Days after a deadly earthquake battered the small market town of Jojutla, collective shock and fear have already given way to the gritty work of cleaning up and moving forward.
Businesses and homes in the Mexican town’s center were mostly shuttered and dark Thursday night.
Family members sitting with a caged parakeet on the sidewalk outside their home told CNN it was too dangerous to sleep inside, for fear of aftershocks that could topple the cracked foundations of the colonial era, two-story house.
Municipal workers aided by squads of volunteers had already cleared debris from almost all of Jojutla’s main roads. Armed soldiers and police patrolled neighborhoods after night fell, roping off once-bustling streets with three- and four-story commercial buildings leaning dangerously, due to cracked facades and damaged foundations.
Tuesday’s magnitude 7.1 earthquake turned the town’s iconic bell tower into debris and damaged its market, which is crucial to the local economy.
Speaking with CNN affiliate Foro TV, Graco RamÃrez, governor of Morelos state, said that a “significant part of Jojutla is destroyed.” The town is just 45 miles west-northwest of the quake’s epicenter.
Late into the night, bands of volunteers wearing reflective orange vests and construction helmets roamed through the town, distributing sandwiches and water.
“I came to help my countrymen,” said Rolando Martinez Cruz, a 34-year-old volunteer from the suburbs of Mexico City.
He said he and several dozen other volunteers from his community jumped into two large dump trucks on the day of the earthquake and drove south to help.
On Thursday, they were hard at work, shoveling bricks and concrete from a collapsed house into one of the waiting trucks.
“I’ve been up working since 5 a.m.,” Cruz said.
At one point, the volunteers erupted into patriotic cheers as one of the dump trucks left the neighborhood, “Jojutla, Jojutla! Ra, ra, ra!”

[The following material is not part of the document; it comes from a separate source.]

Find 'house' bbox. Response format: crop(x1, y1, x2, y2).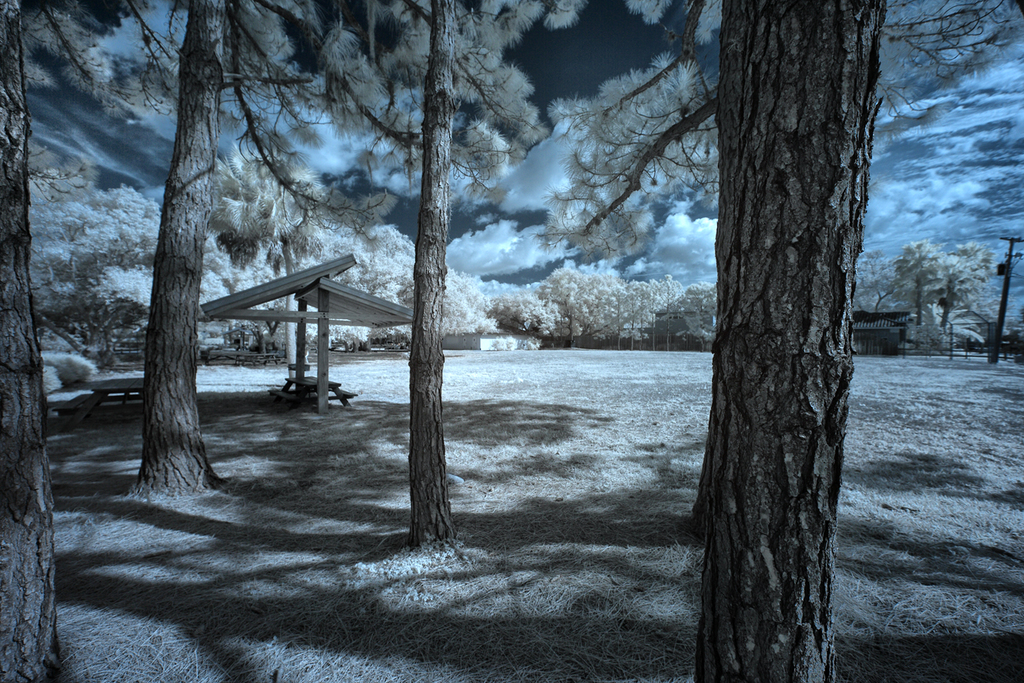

All along the highway running south from Mexico City into quake-stricken Morelos state, where at least 73 people died, convoys of volunteers can be seen driving cars decorated with handwritten signs saying “viveros” and “acopio movil,” bringing aid and donations to damaged communities.
Melissa Tapia, 25, had been helping as a volunteer since the earthquake happened. She lives in the nearby hilltop town of Cuernavaca, badly shaken by the earthquake, which killed more than 250 people throughout the country.
She expressed concern about the rationing of aid, saying that people who want to help should get supplies to families directly because the centers for aid are not helping.
“I saw a woman ask for a bar of soap for her family and they grabbed a bar, cut it in four (pieces) and gave her a small chunk,” Tapia said. “They’re rationing too much.”
The number of soldiers and volunteers in Jojutla has gone up since President Enrique Peña Nieto visited Wednesday, giving residents his word that federal resources would be directed to help those in need.
Amid the damage and recovery efforts, there have also been moments of humor.
Next to the ruins of four adjoining two-story homes that collapsed, a passerby was overheard saying as he pointed at the mound of bricks and mortar, “Well, now (US President Donald) Trump has a lot to build his (border) wall.”